Saturday, April 09, 2005

3 Poems Sonya Posmentier


Feeling has no windows no running water



the farmhouse you visited

when you were twelve

was in a dying orchard

snow apples fell around

you where you walked



when you were thirsty

you sat in your cellar room

and drank from them


*************************************************


Overheard



We need some leaves, to save

For the winter, Darling.



For winter, having ridden

All the way to Utica



With an angry kitten in my lap,

I will buy an automobile



With plush interior.

I will get warm by the fire



That rages in the East. I will

Try to remember the shapes



We painted on rocks

With water, when we were



Barefoot in the wet

Wood chips, the shape of what



Life—winded away by fall.

I will build a house in treetops,


I will open its door to love.


************************************************


Skin



Wouldn’t dare touch it. Instead, covered it,

forgot we had it. Under one sleeve, found

another. Our slickered arms not like

the natural hands going at it in the woods

behind the cabin, whose magic was never

to be found out, hidden as it was beneath

the leaves. Skin that was its own camouflage.

How our bodies turned on us, meant things

they couldn’t say. Stayed pale, even in

summer; dry, even in slickest rain.

Would have thought we never left the monsoons

behind with our ancestors, who wept

under banyan trees where they belonged,

all their beauty bandaged like a broken arm.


■ **THE PROBLEM**
In the material below, find each line holding the string "with" and copy it.

<<<<

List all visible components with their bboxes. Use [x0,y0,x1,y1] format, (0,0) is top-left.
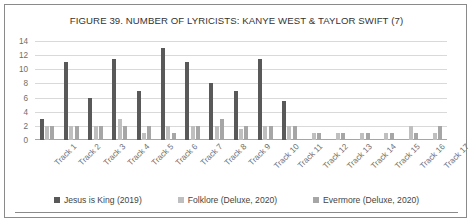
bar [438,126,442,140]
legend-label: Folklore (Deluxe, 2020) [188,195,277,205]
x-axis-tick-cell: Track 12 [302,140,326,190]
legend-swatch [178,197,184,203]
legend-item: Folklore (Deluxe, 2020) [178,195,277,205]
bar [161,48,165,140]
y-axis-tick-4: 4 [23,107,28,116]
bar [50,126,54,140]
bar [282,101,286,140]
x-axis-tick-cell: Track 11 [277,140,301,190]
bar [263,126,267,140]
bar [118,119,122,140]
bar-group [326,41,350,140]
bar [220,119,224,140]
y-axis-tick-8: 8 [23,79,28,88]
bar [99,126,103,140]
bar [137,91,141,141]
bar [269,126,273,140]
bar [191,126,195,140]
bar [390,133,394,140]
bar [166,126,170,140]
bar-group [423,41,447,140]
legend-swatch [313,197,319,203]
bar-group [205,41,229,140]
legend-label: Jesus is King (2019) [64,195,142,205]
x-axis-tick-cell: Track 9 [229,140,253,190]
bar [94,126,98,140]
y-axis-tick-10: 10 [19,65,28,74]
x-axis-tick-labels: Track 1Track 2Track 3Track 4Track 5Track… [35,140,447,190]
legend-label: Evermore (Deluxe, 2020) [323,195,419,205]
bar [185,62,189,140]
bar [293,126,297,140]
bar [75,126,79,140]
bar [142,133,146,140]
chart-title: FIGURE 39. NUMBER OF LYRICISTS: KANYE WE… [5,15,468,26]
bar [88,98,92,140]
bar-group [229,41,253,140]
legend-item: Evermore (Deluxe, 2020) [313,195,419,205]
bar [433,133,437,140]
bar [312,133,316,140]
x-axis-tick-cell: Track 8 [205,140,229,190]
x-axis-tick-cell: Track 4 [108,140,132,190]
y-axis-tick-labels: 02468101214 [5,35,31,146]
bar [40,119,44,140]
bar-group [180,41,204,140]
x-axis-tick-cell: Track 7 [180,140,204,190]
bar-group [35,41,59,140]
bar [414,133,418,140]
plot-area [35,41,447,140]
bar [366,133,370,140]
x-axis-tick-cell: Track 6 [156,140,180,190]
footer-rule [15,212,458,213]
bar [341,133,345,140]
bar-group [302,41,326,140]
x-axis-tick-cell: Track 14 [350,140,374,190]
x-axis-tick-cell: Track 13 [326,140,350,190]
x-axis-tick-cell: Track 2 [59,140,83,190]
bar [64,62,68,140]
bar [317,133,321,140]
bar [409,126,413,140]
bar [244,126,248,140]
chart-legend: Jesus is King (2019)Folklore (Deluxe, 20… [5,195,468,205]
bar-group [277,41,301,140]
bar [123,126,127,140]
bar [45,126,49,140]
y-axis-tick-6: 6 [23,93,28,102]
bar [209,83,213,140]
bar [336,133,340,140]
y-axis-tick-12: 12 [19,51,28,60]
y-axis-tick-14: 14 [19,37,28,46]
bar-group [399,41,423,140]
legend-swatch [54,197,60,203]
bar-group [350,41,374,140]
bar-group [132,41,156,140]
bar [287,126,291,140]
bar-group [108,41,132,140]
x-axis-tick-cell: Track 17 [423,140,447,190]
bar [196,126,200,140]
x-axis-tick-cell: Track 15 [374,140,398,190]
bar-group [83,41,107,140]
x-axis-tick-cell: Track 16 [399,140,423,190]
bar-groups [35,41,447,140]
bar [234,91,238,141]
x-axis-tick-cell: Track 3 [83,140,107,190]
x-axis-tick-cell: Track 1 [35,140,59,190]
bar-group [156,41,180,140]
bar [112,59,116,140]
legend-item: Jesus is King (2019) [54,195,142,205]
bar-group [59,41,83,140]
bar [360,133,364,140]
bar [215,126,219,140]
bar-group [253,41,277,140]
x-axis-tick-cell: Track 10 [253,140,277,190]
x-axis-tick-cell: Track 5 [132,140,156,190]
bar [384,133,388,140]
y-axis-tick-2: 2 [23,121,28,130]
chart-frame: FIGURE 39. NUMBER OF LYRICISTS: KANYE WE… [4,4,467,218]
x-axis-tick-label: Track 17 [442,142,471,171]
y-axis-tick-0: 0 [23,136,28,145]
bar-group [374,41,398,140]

>>>>
<<<<

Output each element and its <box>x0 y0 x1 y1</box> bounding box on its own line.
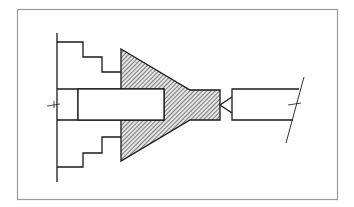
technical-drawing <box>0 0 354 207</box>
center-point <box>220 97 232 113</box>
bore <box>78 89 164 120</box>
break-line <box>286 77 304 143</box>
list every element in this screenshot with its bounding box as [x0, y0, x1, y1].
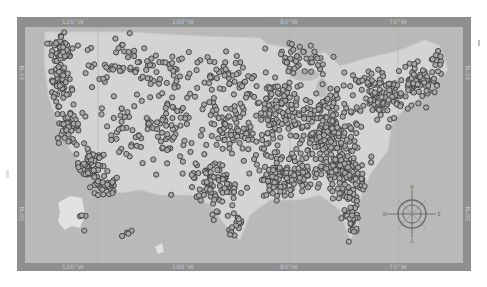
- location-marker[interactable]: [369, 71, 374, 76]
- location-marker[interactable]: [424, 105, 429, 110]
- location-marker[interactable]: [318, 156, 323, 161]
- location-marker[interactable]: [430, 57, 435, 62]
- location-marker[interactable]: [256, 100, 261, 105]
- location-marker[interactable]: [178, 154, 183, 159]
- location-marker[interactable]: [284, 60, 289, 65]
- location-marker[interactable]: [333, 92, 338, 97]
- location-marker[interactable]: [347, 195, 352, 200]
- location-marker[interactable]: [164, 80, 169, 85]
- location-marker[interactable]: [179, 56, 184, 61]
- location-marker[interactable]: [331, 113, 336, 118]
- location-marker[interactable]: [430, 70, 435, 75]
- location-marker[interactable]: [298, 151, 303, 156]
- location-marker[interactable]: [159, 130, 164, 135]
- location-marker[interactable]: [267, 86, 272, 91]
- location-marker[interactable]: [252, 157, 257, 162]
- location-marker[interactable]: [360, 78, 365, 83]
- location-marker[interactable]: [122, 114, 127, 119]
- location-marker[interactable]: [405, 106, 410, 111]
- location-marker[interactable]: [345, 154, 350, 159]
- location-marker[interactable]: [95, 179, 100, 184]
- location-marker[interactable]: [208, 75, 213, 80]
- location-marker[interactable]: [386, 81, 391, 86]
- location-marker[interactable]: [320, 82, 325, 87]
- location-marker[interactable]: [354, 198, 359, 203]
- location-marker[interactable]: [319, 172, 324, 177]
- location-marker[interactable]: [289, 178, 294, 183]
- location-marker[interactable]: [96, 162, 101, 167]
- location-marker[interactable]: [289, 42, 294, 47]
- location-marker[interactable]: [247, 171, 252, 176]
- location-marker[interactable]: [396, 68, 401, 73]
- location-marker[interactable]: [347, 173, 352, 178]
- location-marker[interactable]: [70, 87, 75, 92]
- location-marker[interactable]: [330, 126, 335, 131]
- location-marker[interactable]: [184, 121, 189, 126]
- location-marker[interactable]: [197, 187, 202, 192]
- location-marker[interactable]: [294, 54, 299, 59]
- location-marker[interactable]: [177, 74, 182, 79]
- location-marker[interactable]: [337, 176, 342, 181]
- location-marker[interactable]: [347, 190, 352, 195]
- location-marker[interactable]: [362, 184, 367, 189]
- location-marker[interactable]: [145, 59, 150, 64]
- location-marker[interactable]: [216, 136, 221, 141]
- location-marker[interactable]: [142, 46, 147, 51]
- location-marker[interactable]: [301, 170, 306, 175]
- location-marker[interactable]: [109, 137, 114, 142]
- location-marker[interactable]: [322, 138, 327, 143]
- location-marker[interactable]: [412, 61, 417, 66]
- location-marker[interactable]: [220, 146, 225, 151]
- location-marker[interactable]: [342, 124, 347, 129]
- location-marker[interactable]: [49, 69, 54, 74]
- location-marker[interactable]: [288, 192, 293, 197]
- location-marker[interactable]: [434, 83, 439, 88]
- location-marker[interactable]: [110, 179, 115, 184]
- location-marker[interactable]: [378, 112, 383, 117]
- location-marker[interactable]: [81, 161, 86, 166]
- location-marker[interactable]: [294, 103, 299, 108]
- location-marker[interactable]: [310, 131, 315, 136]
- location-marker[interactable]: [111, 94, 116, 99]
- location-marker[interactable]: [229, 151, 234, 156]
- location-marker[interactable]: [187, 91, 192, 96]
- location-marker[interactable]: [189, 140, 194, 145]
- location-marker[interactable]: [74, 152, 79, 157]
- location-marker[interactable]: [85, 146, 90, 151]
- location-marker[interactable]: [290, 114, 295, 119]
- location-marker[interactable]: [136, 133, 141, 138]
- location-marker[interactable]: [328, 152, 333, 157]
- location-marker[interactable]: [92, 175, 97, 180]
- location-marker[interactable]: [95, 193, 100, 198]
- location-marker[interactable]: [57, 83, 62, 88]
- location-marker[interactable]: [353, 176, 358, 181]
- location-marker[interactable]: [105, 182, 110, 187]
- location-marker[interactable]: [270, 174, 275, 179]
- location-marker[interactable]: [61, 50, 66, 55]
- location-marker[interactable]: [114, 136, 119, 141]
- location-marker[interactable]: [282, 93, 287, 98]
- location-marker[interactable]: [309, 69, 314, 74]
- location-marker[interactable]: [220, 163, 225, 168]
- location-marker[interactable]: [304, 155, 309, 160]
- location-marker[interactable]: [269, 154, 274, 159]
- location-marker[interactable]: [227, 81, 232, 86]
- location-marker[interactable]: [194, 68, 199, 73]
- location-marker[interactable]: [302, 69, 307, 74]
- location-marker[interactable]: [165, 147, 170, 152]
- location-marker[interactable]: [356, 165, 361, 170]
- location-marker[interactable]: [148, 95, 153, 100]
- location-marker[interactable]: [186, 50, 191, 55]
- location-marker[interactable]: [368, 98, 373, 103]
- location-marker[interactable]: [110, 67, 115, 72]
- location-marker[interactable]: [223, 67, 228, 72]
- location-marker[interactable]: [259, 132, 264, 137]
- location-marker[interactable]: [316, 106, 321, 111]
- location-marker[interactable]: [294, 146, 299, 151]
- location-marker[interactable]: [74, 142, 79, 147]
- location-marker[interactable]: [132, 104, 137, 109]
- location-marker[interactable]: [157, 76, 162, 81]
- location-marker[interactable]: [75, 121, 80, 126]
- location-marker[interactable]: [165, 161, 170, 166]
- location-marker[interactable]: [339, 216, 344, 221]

>>>>

■ **EXERCISE RESPONSE**
List all visible components with their bboxes. Use [x0,y0,x1,y1] format, (0,0) is top-left.
list every element in this screenshot with its bounding box as [x0, y0, x1, y1].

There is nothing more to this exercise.